1. Academic Validation
  2. Guanosine triphosphate links MYC-dependent metabolic and ribosome programs in small-cell lung cancer

Guanosine triphosphate links MYC-dependent metabolic and ribosome programs in small-cell lung cancer

  • J Clin Invest. 2021 Jan 4;131(1):e139929. doi: 10.1172/JCI139929.
Fang Huang 1 2 Kenneth E Huffman 3 Zixi Wang 2 Xun Wang 2 Kailong Li 2 Feng Cai 2 Chendong Yang 2 Ling Cai 2 4 Terry S Shih 2 Lauren G Zacharias 2 Andrew Chung 2 Qian Yang 5 Milind D Chalishazar 6 Abbie S Ireland 6 C Allison Stewart 7 Kasey Cargill 7 Luc Girard 3 Yi Liu 5 Min Ni 2 Jian Xu 2 Xudong Wu 8 Hao Zhu 2 Benjamin Drapkin 9 Lauren A Byers 7 Trudy G Oliver 6 Adi F Gazdar 3 John D Minna 3 Ralph J DeBerardinis 2 10
Affiliations

Affiliations

  • 1 Union Hospital, Tongji Medical College, Huazhong University of Science and Technology, Wuhan, China.
  • 2 Children's Medical Center Research Institute.
  • 3 Hamon Center for Therapeutic Oncology Research, Departments of Internal Medicine and Pharmacology, and Simmons Comprehensive Cancer Center.
  • 4 Department of Population and Data Sciences, and.
  • 5 Department of Physiology, University of Texas Southwestern Medical Center, Dallas, Texas, USA.
  • 6 Department of Oncological Sciences, University of Utah, Huntsman Cancer Institute, Salt Lake City, Utah, USA.
  • 7 Department of Thoracic/Head and Neck Medical Oncology, University of Texas MD Anderson Cancer Center, Houston, Texas, USA.
  • 8 Department of Cell Biology, Tianjin Medical University, 2011 Collaborative Innovation Center of Tianjin for Medical Epigenetics, Tianjin Key Laboratory of Medical Epigenetics, Tianjin, China.
  • 9 Department of Internal Medicine, University of Texas Southwestern Medical Center, Dallas, Texas, USA.
  • 10 Howard Hughes Medical Institute, University of Texas Southwestern Medical Center, Dallas, Texas, USA.
Abstract

MYC stimulates both metabolism and protein synthesis, but how cells coordinate these complementary programs is unknown. Previous work reported that, in a subset of small-cell lung Cancer (SCLC) cell lines, MYC activates guanosine triphosphate (GTP) synthesis and results in sensitivity to inhibitors of the GTP synthesis enzyme inosine monophosphate dehydrogenase (IMPDH). Here, we demonstrated that primary MYChi human SCLC tumors also contained abundant guanosine nucleotides. We also found that elevated MYC in SCLCs with acquired chemoresistance rendered these otherwise recalcitrant tumors dependent on IMPDH. Unexpectedly, our data indicated that IMPDH linked the metabolic and protein synthesis outputs of oncogenic MYC. Coexpression analysis placed IMPDH within the MYC-driven ribosome program, and GTP depletion prevented RNA polymerase I (Pol I) from localizing to ribosomal DNA. Furthermore, the GTPases GPN1 and GPN3 were upregulated by MYC and directed Pol I to ribosomal DNA. Constitutively GTP-bound GPN1/3 mutants mitigated the effect of GTP depletion on Pol I, protecting chemoresistant SCLC cells from IMPDH inhibition. GTP therefore functioned as a metabolic gate tethering MYC-dependent ribosome biogenesis to nucleotide sufficiency through GPN1 and GPN3. IMPDH dependence is a targetable vulnerability in chemoresistant MYChi SCLC.

Keywords

Intermediary metabolism; Lung cancer; Metabolism; Oncogenes; Oncology.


Aim of the exercise
Report the number of lines in the data below that hold "ligaments", without any other words.

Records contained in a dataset
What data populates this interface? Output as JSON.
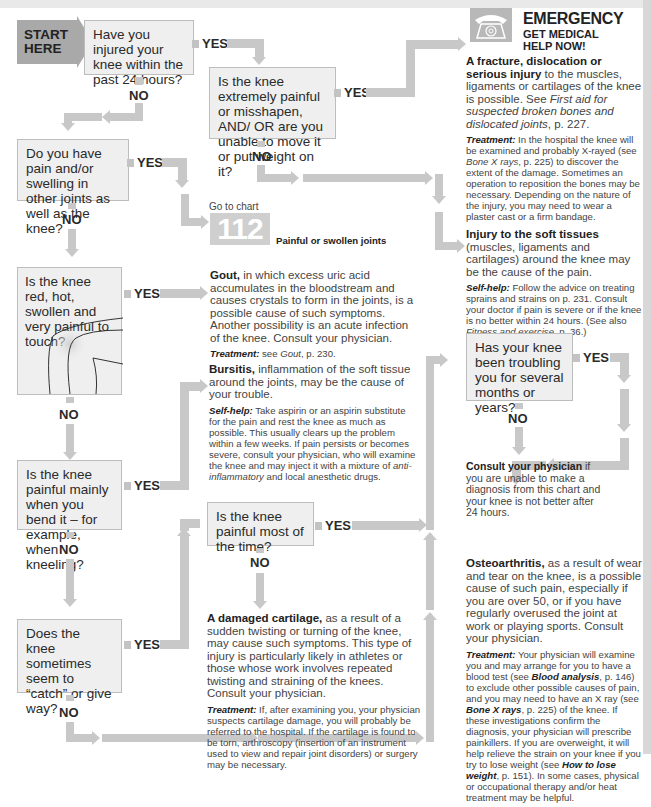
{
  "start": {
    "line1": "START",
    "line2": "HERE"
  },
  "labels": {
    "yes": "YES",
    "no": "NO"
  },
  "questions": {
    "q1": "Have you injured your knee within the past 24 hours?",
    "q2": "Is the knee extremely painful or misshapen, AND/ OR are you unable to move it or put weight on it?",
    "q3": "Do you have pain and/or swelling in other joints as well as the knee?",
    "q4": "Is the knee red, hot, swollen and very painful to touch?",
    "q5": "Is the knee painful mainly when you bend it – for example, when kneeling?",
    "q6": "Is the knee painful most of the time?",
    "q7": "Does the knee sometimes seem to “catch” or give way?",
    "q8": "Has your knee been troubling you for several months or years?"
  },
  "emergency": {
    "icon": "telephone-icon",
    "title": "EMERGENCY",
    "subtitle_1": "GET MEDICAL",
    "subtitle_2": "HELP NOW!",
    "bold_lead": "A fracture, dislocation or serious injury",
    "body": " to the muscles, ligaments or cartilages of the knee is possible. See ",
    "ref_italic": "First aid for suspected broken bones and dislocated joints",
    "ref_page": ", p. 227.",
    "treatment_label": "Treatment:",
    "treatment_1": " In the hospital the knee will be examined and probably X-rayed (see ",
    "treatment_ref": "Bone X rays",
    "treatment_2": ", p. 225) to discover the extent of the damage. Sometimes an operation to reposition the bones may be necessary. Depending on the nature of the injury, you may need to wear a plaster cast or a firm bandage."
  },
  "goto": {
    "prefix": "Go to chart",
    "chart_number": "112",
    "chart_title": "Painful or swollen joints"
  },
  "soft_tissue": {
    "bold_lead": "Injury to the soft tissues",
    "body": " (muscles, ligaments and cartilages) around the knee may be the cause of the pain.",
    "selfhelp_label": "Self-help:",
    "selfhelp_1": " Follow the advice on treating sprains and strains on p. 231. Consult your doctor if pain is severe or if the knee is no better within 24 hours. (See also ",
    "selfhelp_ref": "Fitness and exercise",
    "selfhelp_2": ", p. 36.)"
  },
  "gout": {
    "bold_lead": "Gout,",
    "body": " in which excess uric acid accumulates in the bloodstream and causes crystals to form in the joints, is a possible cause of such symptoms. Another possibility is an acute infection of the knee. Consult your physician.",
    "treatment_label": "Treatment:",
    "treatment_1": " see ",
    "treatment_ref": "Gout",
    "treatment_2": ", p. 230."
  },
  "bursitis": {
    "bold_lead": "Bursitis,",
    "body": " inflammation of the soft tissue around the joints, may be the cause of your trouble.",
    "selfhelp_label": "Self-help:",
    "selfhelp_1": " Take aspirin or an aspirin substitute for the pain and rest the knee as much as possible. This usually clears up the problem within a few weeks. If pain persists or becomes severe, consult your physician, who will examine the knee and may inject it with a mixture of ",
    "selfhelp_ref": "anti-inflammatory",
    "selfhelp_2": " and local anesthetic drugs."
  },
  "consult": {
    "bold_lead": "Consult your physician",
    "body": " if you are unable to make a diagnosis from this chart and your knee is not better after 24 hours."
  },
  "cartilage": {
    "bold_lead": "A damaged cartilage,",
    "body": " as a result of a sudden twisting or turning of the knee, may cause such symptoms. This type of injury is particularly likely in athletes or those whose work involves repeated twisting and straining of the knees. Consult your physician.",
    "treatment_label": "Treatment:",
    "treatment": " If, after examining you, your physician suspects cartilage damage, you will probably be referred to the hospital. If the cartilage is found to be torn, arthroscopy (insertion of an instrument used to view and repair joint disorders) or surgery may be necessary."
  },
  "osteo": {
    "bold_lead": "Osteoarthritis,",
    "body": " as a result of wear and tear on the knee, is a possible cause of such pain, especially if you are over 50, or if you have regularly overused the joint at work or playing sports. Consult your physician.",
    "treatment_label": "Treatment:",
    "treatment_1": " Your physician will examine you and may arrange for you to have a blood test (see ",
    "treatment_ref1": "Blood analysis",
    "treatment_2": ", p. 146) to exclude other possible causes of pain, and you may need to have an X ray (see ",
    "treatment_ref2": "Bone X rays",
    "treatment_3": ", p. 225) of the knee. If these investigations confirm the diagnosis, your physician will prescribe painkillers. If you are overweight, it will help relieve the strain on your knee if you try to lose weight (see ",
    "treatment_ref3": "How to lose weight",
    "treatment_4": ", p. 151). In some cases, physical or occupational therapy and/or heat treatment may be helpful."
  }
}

Written response
2